A production of the play was the most significant of the early theatre work of the Russian Soviet film director Sergei Eisenstein.[5] The playwright Sergei Tretyakov transformed Ostrovsky's text into a revue (what Eisenstein called a "montage of attractions"), which was entitled Wiseman (Mudrets).[6] Eisenstein and Tretyakov's approach was part of the Russian avant-garde Futurist movement known as "Eccentricism," which sought the "circusisation" of the theatre.[7] In celebration of the centennial of Ostrovsky's birth, the production opened in April 1923.[8] It was staged by the First Workers' Theatre of the Prolekult in its theatre in an ornate mansion on Vozdvizhenka Street, with a cast that included Maxim Shtraukh, Ivan Pyryev, and Grigori Aleksandrov.[9] Eisenstein drew on popular theatre techniques from farce and the commedia dell'arte in his staging, which sought to make every metaphor concrete and physical; he wrote:[10]
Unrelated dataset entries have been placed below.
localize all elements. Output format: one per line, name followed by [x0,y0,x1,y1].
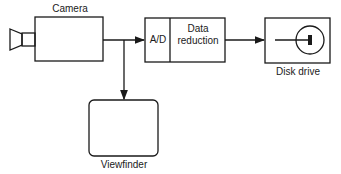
camera-label: Camera [50,3,90,14]
camera-lens-barrel [22,33,35,46]
disk-drive-label: Disk drive [268,66,328,77]
viewfinder-label: Viewfinder [94,159,154,170]
data-reduction-label-2: reduction [172,35,224,46]
block-diagram [0,0,341,174]
ad-label: A/D [146,34,170,45]
camera-lens-icon [10,29,22,50]
data-reduction-label-1: Data [172,23,224,34]
camera-box [35,17,103,61]
viewfinder-box [89,100,158,156]
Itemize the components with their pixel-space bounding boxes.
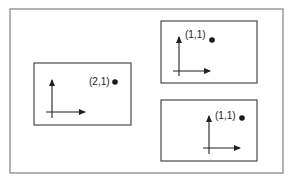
coordinate-frames-diagram: (2,1) (1,1) (1,1) bbox=[0, 0, 291, 181]
point-dot bbox=[209, 37, 215, 43]
point-label: (1,1) bbox=[185, 29, 206, 40]
panel-left: (2,1) bbox=[34, 63, 131, 125]
panel-border bbox=[34, 63, 131, 125]
point-label: (1,1) bbox=[215, 110, 236, 121]
point-dot bbox=[239, 115, 245, 121]
point-dot bbox=[112, 79, 118, 85]
panel-bottom-right: (1,1) bbox=[161, 100, 257, 161]
panel-border bbox=[161, 21, 257, 83]
panel-top-right: (1,1) bbox=[161, 21, 257, 83]
point-label: (2,1) bbox=[89, 76, 110, 87]
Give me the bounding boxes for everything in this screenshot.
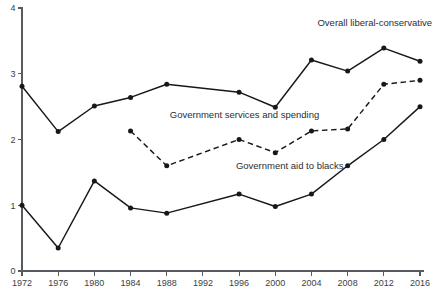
series-1 bbox=[20, 46, 423, 135]
x-axis-tick-label: 1980 bbox=[84, 278, 104, 288]
data-point-marker bbox=[309, 128, 314, 133]
data-point-marker bbox=[418, 59, 423, 64]
series-3 bbox=[20, 104, 423, 250]
x-axis: 1972197619801984198819921996200020042008… bbox=[12, 271, 430, 288]
data-point-marker bbox=[345, 69, 350, 74]
y-axis: 01234 bbox=[10, 3, 22, 276]
x-axis-tick-label: 2016 bbox=[410, 278, 430, 288]
series-label-2: Government services and spending bbox=[170, 109, 319, 120]
x-axis-tick-label: 1988 bbox=[157, 278, 177, 288]
x-axis-tick-label: 1996 bbox=[229, 278, 249, 288]
data-point-marker bbox=[273, 204, 278, 209]
data-point-marker bbox=[381, 137, 386, 142]
data-point-marker bbox=[56, 245, 61, 250]
data-point-marker bbox=[237, 192, 242, 197]
data-point-marker bbox=[309, 192, 314, 197]
y-axis-tick-label: 0 bbox=[10, 266, 15, 276]
data-point-marker bbox=[418, 104, 423, 109]
series-label-3: Government aid to blacks bbox=[236, 160, 344, 171]
y-axis-tick-label: 3 bbox=[10, 69, 15, 79]
data-point-marker bbox=[20, 203, 25, 208]
y-axis-tick-label: 2 bbox=[10, 135, 15, 145]
data-point-marker bbox=[20, 84, 25, 89]
data-point-marker bbox=[345, 163, 350, 168]
data-point-marker bbox=[237, 90, 242, 95]
y-axis-tick-label: 1 bbox=[10, 201, 15, 211]
data-point-marker bbox=[128, 205, 133, 210]
series-annotations: Overall liberal-conservativeGovernment s… bbox=[170, 17, 432, 171]
x-axis-tick-label: 1976 bbox=[48, 278, 68, 288]
data-point-marker bbox=[418, 78, 423, 83]
data-point-marker bbox=[237, 137, 242, 142]
data-point-marker bbox=[381, 46, 386, 51]
series-label-1: Overall liberal-conservative bbox=[317, 17, 432, 28]
series-2 bbox=[128, 78, 422, 168]
data-point-marker bbox=[92, 103, 97, 108]
data-point-marker bbox=[128, 128, 133, 133]
x-axis-tick-label: 2008 bbox=[338, 278, 358, 288]
x-axis-tick-label: 2004 bbox=[301, 278, 321, 288]
data-point-marker bbox=[345, 126, 350, 131]
data-point-marker bbox=[164, 82, 169, 87]
x-axis-tick-label: 2012 bbox=[374, 278, 394, 288]
data-point-marker bbox=[56, 129, 61, 134]
data-point-marker bbox=[164, 163, 169, 168]
series-layer bbox=[20, 46, 423, 251]
y-axis-tick-label: 4 bbox=[10, 3, 15, 13]
data-point-marker bbox=[273, 150, 278, 155]
chart-container: 01234 1972197619801984198819921996200020… bbox=[0, 0, 432, 301]
x-axis-tick-label: 1972 bbox=[12, 278, 32, 288]
x-axis-tick-label: 1992 bbox=[193, 278, 213, 288]
series-path bbox=[22, 107, 420, 248]
x-axis-tick-label: 2000 bbox=[265, 278, 285, 288]
data-point-marker bbox=[128, 95, 133, 100]
x-axis-tick-label: 1984 bbox=[121, 278, 141, 288]
data-point-marker bbox=[164, 211, 169, 216]
data-point-marker bbox=[309, 57, 314, 62]
data-point-marker bbox=[381, 82, 386, 87]
data-point-marker bbox=[92, 178, 97, 183]
line-chart: 01234 1972197619801984198819921996200020… bbox=[0, 0, 432, 301]
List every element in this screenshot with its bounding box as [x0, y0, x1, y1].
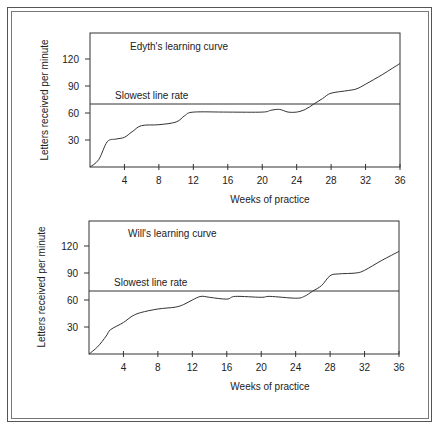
- x-tick-label: 20: [257, 175, 269, 186]
- x-tick-label: 12: [188, 175, 200, 186]
- x-tick-label: 24: [290, 362, 302, 373]
- x-tick-label: 36: [393, 362, 405, 373]
- chart-title: Will's learning curve: [128, 228, 217, 239]
- x-tick-label: 4: [122, 175, 128, 186]
- x-tick-label: 36: [394, 175, 406, 186]
- reference-line-label: Slowest line rate: [115, 90, 189, 101]
- x-tick-label: 8: [155, 362, 161, 373]
- x-tick-label: 32: [360, 175, 372, 186]
- axis-ticks: 4812162024283236306090120: [61, 241, 405, 373]
- y-tick-label: 60: [67, 295, 79, 306]
- x-tick-label: 8: [156, 175, 162, 186]
- y-tick-label: 30: [67, 322, 79, 333]
- y-axis-label: Letters received per minute: [39, 39, 50, 161]
- reference-line-label: Slowest line rate: [114, 277, 188, 288]
- x-tick-label: 16: [222, 175, 234, 186]
- y-tick-label: 90: [68, 81, 80, 92]
- x-tick-label: 24: [291, 175, 303, 186]
- x-tick-label: 20: [256, 362, 268, 373]
- y-tick-label: 120: [62, 54, 79, 65]
- will-chart: Will's learning curve Slowest line rate …: [36, 221, 405, 392]
- edyth-curve: [90, 64, 400, 168]
- x-axis-label: Weeks of practice: [230, 381, 310, 392]
- x-tick-label: 28: [326, 175, 338, 186]
- x-axis-label: Weeks of practice: [230, 194, 310, 205]
- charts-canvas: Edyth's learning curve Slowest line rate…: [0, 0, 437, 427]
- y-tick-label: 120: [61, 241, 78, 252]
- x-tick-label: 4: [121, 362, 127, 373]
- will-curve: [89, 251, 399, 354]
- y-tick-label: 60: [68, 108, 80, 119]
- x-tick-label: 16: [221, 362, 233, 373]
- x-tick-label: 28: [325, 362, 337, 373]
- edyth-chart: Edyth's learning curve Slowest line rate…: [39, 33, 406, 205]
- chart-title: Edyth's learning curve: [130, 41, 229, 52]
- x-tick-label: 32: [359, 362, 371, 373]
- y-tick-label: 90: [67, 268, 79, 279]
- x-tick-label: 12: [187, 362, 199, 373]
- y-axis-label: Letters received per minute: [36, 226, 47, 348]
- y-tick-label: 30: [68, 135, 80, 146]
- axis-ticks: 4812162024283236306090120: [62, 54, 406, 186]
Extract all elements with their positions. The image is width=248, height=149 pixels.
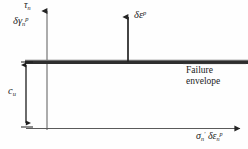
- failure-envelope-figure: τn δγnp δεp cu Failure envelope σn′ δεnp: [0, 0, 248, 149]
- undrained-shear-strength-label: cu: [8, 85, 16, 96]
- normal-stress-axis-label: σn′ δεnp: [196, 131, 223, 142]
- failure-envelope-caption-line1: Failure: [186, 65, 220, 76]
- plastic-strain-increment-label: δεp: [134, 9, 146, 20]
- failure-envelope-caption-line2: envelope: [186, 76, 220, 87]
- shear-stress-axis-label: τn: [24, 0, 31, 11]
- failure-envelope-caption: Failure envelope: [186, 65, 220, 86]
- plastic-shear-strain-label: δγnp: [13, 15, 29, 26]
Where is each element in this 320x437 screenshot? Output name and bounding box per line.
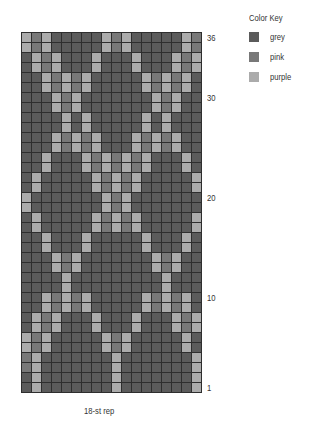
- chart-cell: [52, 373, 62, 383]
- chart-cell: [112, 263, 122, 273]
- chart-cell: [42, 143, 52, 153]
- chart-cell: [52, 243, 62, 253]
- chart-cell: [172, 53, 182, 63]
- chart-cell: [142, 273, 152, 283]
- chart-cell: [132, 183, 142, 193]
- chart-cell: [62, 153, 72, 163]
- chart-cell: [182, 363, 192, 373]
- chart-cell: [142, 173, 152, 183]
- chart-cell: [162, 103, 172, 113]
- chart-cell: [142, 153, 152, 163]
- chart-cell: [132, 263, 142, 273]
- chart-cell: [82, 103, 92, 113]
- chart-cell: [162, 123, 172, 133]
- chart-cell: [192, 153, 202, 163]
- chart-cell: [92, 163, 102, 173]
- chart-cell: [42, 123, 52, 133]
- chart-cell: [182, 143, 192, 153]
- chart-cell: [102, 123, 112, 133]
- chart-cell: [192, 163, 202, 173]
- chart-cell: [102, 353, 112, 363]
- chart-cell: [82, 203, 92, 213]
- chart-cell: [92, 133, 102, 143]
- chart-cell: [42, 283, 52, 293]
- chart-cell: [192, 243, 202, 253]
- chart-cell: [52, 193, 62, 203]
- chart-cell: [172, 73, 182, 83]
- chart-cell: [82, 153, 92, 163]
- chart-cell: [72, 373, 82, 383]
- legend-label-purple: purple: [270, 72, 291, 82]
- chart-cell: [162, 303, 172, 313]
- chart-cell: [152, 43, 162, 53]
- legend-label-grey: grey: [270, 32, 285, 42]
- chart-cell: [92, 253, 102, 263]
- chart-cell: [102, 143, 112, 153]
- chart-cell: [22, 353, 32, 363]
- chart-cell: [152, 143, 162, 153]
- chart-cell: [182, 233, 192, 243]
- chart-cell: [132, 83, 142, 93]
- chart-cell: [92, 153, 102, 163]
- chart-cell: [172, 223, 182, 233]
- chart-cell: [62, 323, 72, 333]
- chart-cell: [112, 363, 122, 373]
- chart-cell: [192, 253, 202, 263]
- chart-cell: [52, 313, 62, 323]
- chart-cell: [22, 73, 32, 83]
- chart-cell: [82, 303, 92, 313]
- chart-cell: [22, 323, 32, 333]
- chart-cell: [82, 173, 92, 183]
- chart-cell: [72, 73, 82, 83]
- chart-cell: [112, 333, 122, 343]
- chart-cell: [92, 213, 102, 223]
- chart-cell: [92, 273, 102, 283]
- chart-cell: [52, 73, 62, 83]
- chart-cell: [42, 373, 52, 383]
- chart-cell: [192, 33, 202, 43]
- chart-cell: [132, 243, 142, 253]
- chart-cell: [102, 363, 112, 373]
- chart-cell: [92, 73, 102, 83]
- chart-cell: [102, 293, 112, 303]
- chart-cell: [112, 343, 122, 353]
- chart-cell: [192, 293, 202, 303]
- chart-cell: [22, 103, 32, 113]
- chart-cell: [32, 283, 42, 293]
- chart-cell: [182, 223, 192, 233]
- chart-cell: [132, 253, 142, 263]
- chart-cell: [52, 153, 62, 163]
- chart-cell: [172, 103, 182, 113]
- chart-cell: [182, 353, 192, 363]
- chart-cell: [92, 303, 102, 313]
- chart-cell: [32, 363, 42, 373]
- chart-cell: [62, 163, 72, 173]
- chart-cell: [192, 223, 202, 233]
- chart-cell: [112, 253, 122, 263]
- chart-cell: [142, 253, 152, 263]
- chart-cell: [142, 263, 152, 273]
- chart-cell: [22, 83, 32, 93]
- chart-cell: [122, 323, 132, 333]
- chart-cell: [182, 303, 192, 313]
- chart-cell: [72, 193, 82, 203]
- chart-cell: [42, 343, 52, 353]
- chart-cell: [182, 333, 192, 343]
- chart-cell: [142, 203, 152, 213]
- chart-cell: [162, 73, 172, 83]
- chart-cell: [192, 283, 202, 293]
- chart-cell: [92, 103, 102, 113]
- chart-cell: [22, 263, 32, 273]
- chart-cell: [192, 93, 202, 103]
- chart-cell: [42, 353, 52, 363]
- knitting-chart-grid: [21, 32, 202, 393]
- chart-cell: [152, 173, 162, 183]
- chart-cell: [42, 113, 52, 123]
- chart-cell: [32, 333, 42, 343]
- chart-cell: [62, 283, 72, 293]
- chart-cell: [192, 263, 202, 273]
- chart-cell: [102, 133, 112, 143]
- chart-cell: [182, 243, 192, 253]
- chart-cell: [192, 63, 202, 73]
- chart-cell: [172, 273, 182, 283]
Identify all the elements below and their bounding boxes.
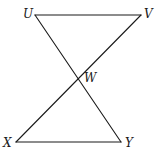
label-w: W xyxy=(84,71,98,85)
label-u: U xyxy=(23,7,34,21)
segment-vx xyxy=(16,15,141,142)
label-y: Y xyxy=(125,136,134,150)
geometry-diagram: U V W X Y xyxy=(0,0,156,155)
label-v: V xyxy=(144,7,154,21)
label-x: X xyxy=(2,136,12,150)
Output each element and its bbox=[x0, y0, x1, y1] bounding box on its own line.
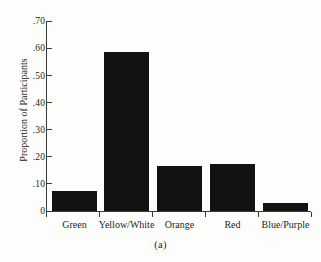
figure-panel-a: .70 .60 .50 .40 .30 .20 .10 0 Green Ye bbox=[0, 0, 321, 262]
x-category-label-blue-purple: Blue/Purple bbox=[262, 220, 310, 230]
x-tick-mark bbox=[152, 212, 153, 217]
figure-caption: (a) bbox=[0, 239, 321, 250]
bar-green bbox=[52, 191, 97, 211]
bar-red bbox=[210, 164, 255, 211]
x-tick-mark bbox=[205, 212, 206, 217]
x-tick-mark bbox=[46, 212, 47, 217]
x-axis-line bbox=[46, 211, 311, 212]
bar-orange bbox=[157, 166, 202, 211]
y-tick-label: .30 bbox=[33, 125, 47, 135]
x-category-label-orange: Orange bbox=[165, 220, 194, 230]
y-tick-mark bbox=[47, 156, 52, 157]
y-tick-label: .50 bbox=[33, 71, 47, 81]
y-tick-label: .40 bbox=[33, 98, 47, 108]
y-tick-mark bbox=[47, 48, 52, 49]
y-axis-title: Proportion of Participants bbox=[19, 35, 29, 185]
y-tick-label: .70 bbox=[33, 17, 47, 27]
y-tick-mark bbox=[47, 75, 52, 76]
y-tick-label: .10 bbox=[33, 180, 47, 190]
x-tick-mark bbox=[258, 212, 259, 217]
x-category-label-yellow-white: Yellow/White bbox=[99, 220, 155, 230]
figure-caption-text: (a) bbox=[154, 239, 166, 250]
x-tick-mark bbox=[99, 212, 100, 217]
bar-yellow-white bbox=[104, 52, 149, 211]
y-tick-mark bbox=[47, 21, 52, 22]
y-tick-label: .20 bbox=[33, 152, 47, 162]
y-tick-mark bbox=[47, 102, 52, 103]
bar-blue-purple bbox=[263, 203, 308, 211]
y-tick-label: .60 bbox=[33, 44, 47, 54]
y-tick-mark bbox=[47, 129, 52, 130]
x-category-label-red: Red bbox=[224, 220, 240, 230]
x-tick-mark bbox=[311, 212, 312, 217]
y-tick-mark bbox=[47, 183, 52, 184]
x-category-label-green: Green bbox=[62, 220, 86, 230]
“ | A gesture turns into gymnastics, rage is expressed through a somersault, exaltation through a salto-mortale, lyricism by a run along a tightrope. The grotesque of this style permitted leaps from one type of expression to another, as well as unexpected intertwinings of the two expressions.[11] | ” |
A screening of Eisenstein's first film, entitled Glumov's Diary, concluded the performance.[5] Writing in 1928, Eisenstein explained that he had aimed "to achieve a revolutionary modernization of Ostrovsky, i.e., a social reevalution of his characters, seeing them as they might appear today."[12]
Boris Nirenburg and A. Remizova directed an adaptation of the play for television in 1971.[13]